Restate the listing below exactly, images excluded.

───── DATASET ─────

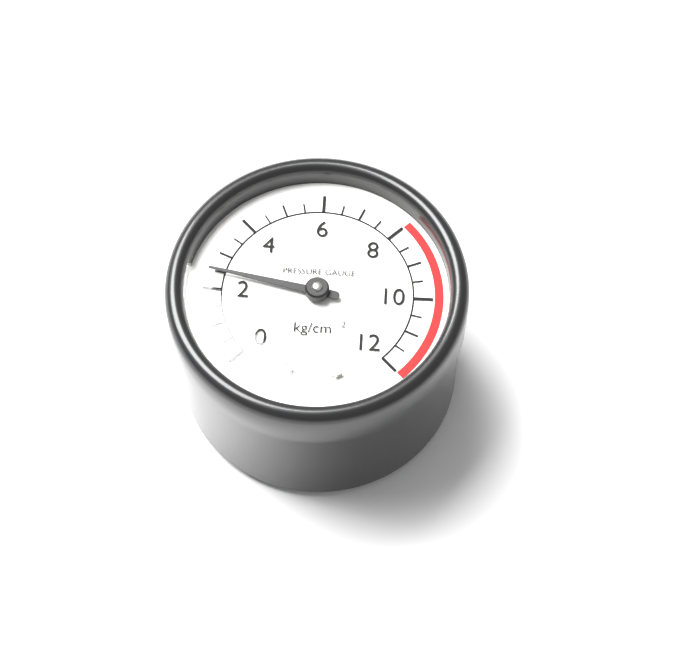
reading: 2.5 kg/cm²
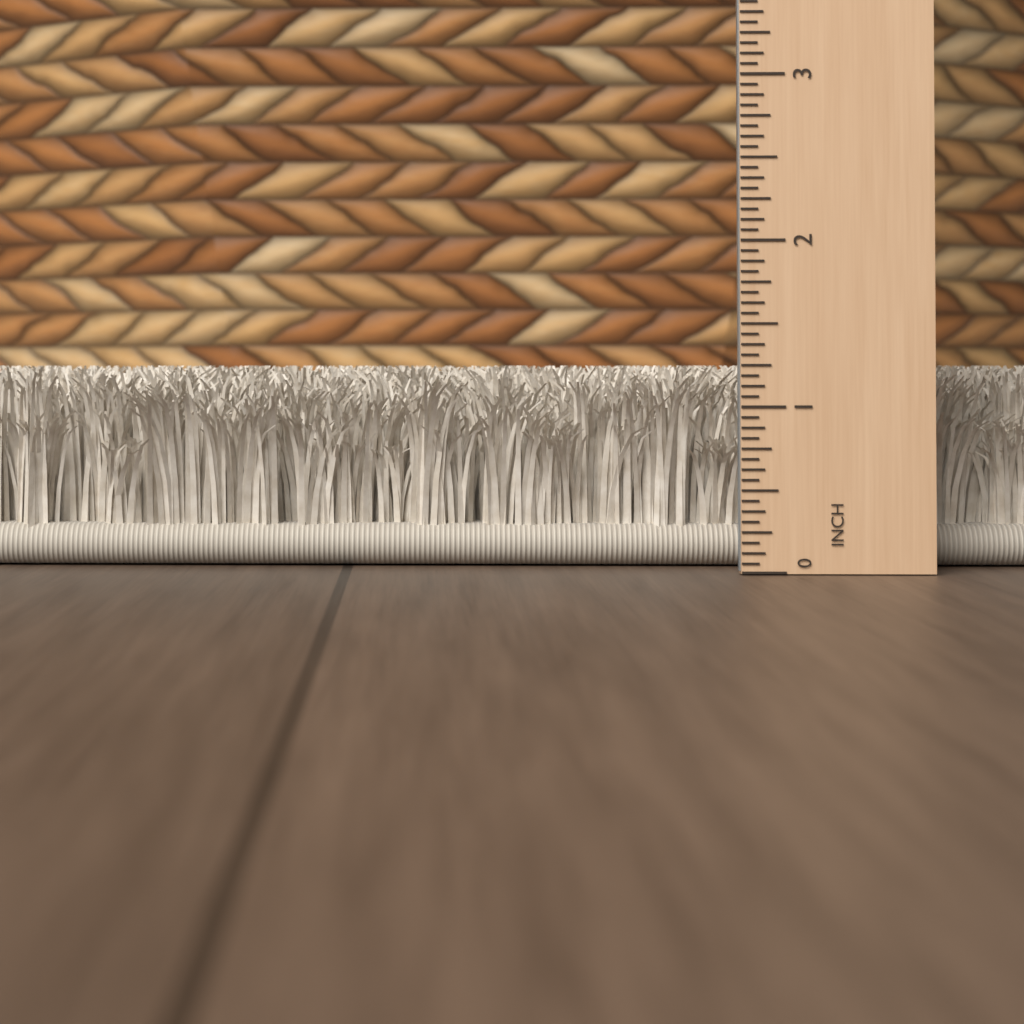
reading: 1.2500 in
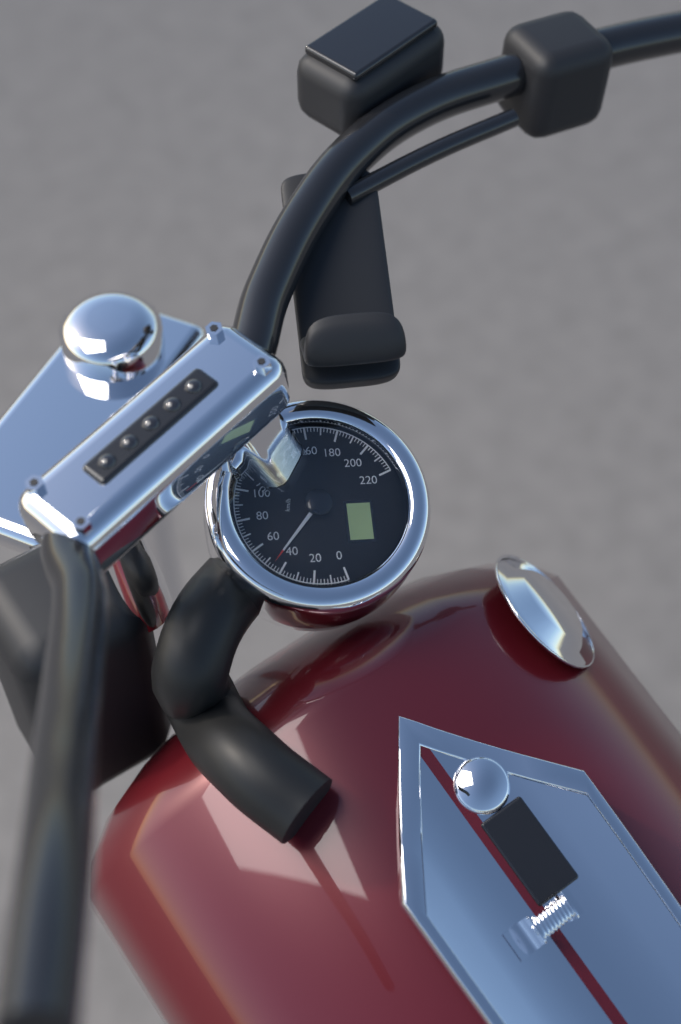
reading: 46 km/h
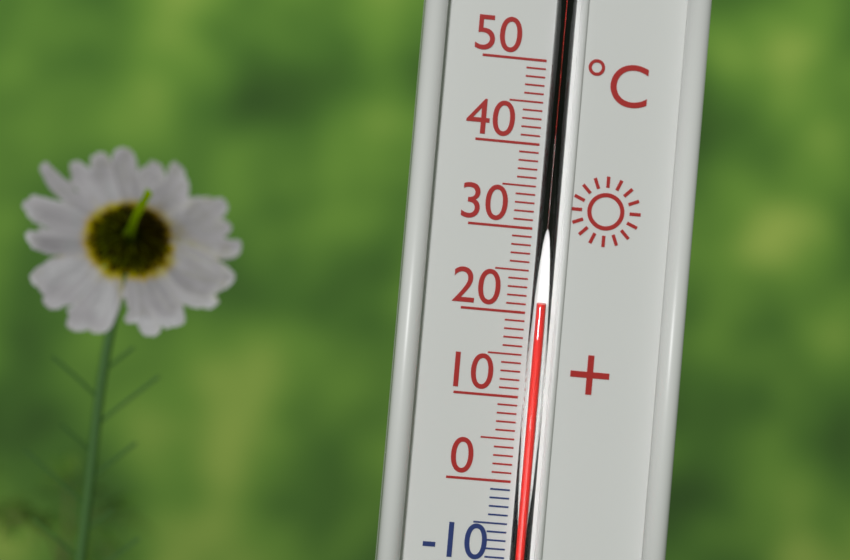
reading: 21 °C
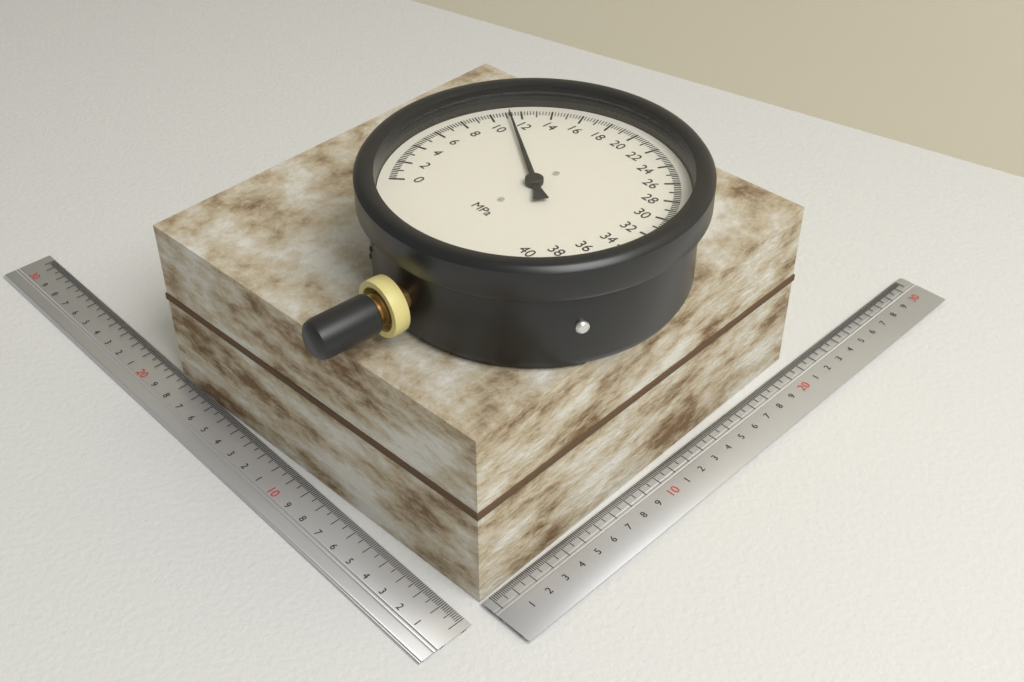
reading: 11.2 MPa
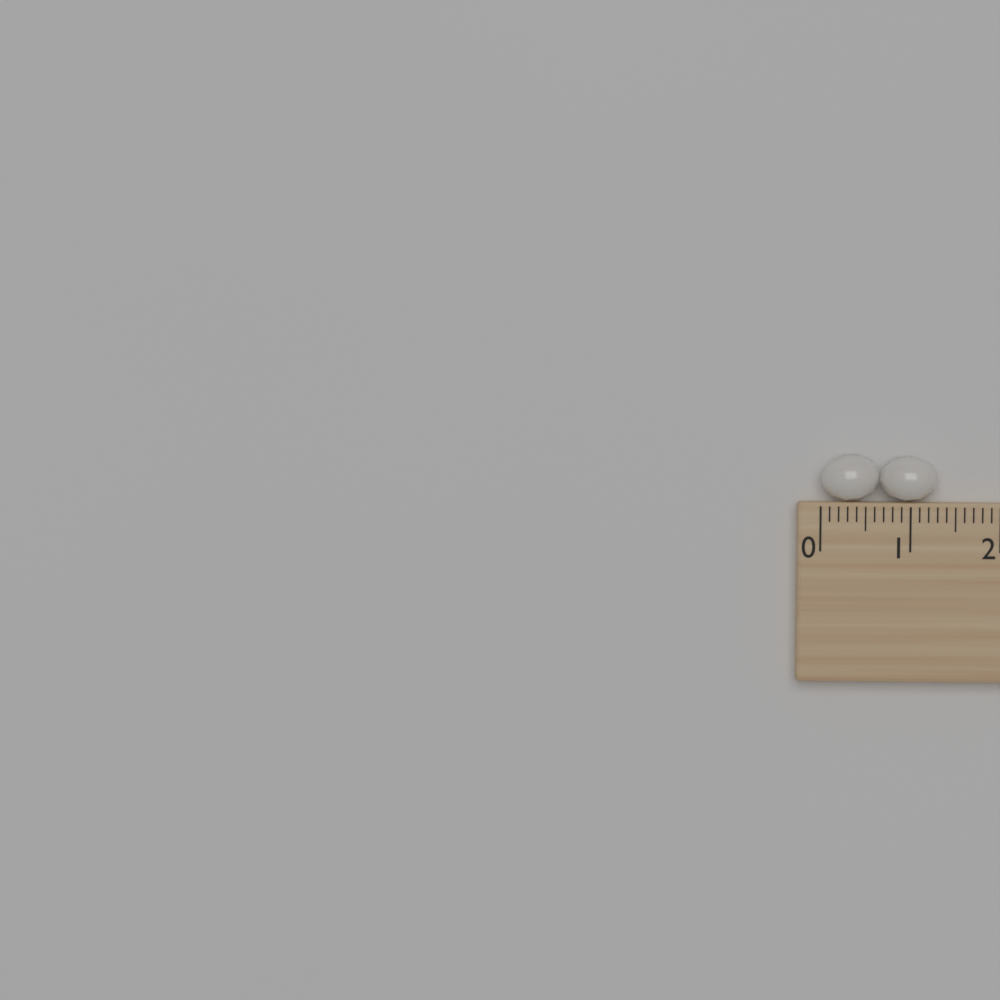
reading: 1.3 (no unit)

─────

- **SOLUTION TO THIS PROBLEM**
reading: 2.5 kg/cm²
reading: 1.2500 in
reading: 46 km/h
reading: 21 °C
reading: 11.2 MPa
reading: 1.3 (no unit)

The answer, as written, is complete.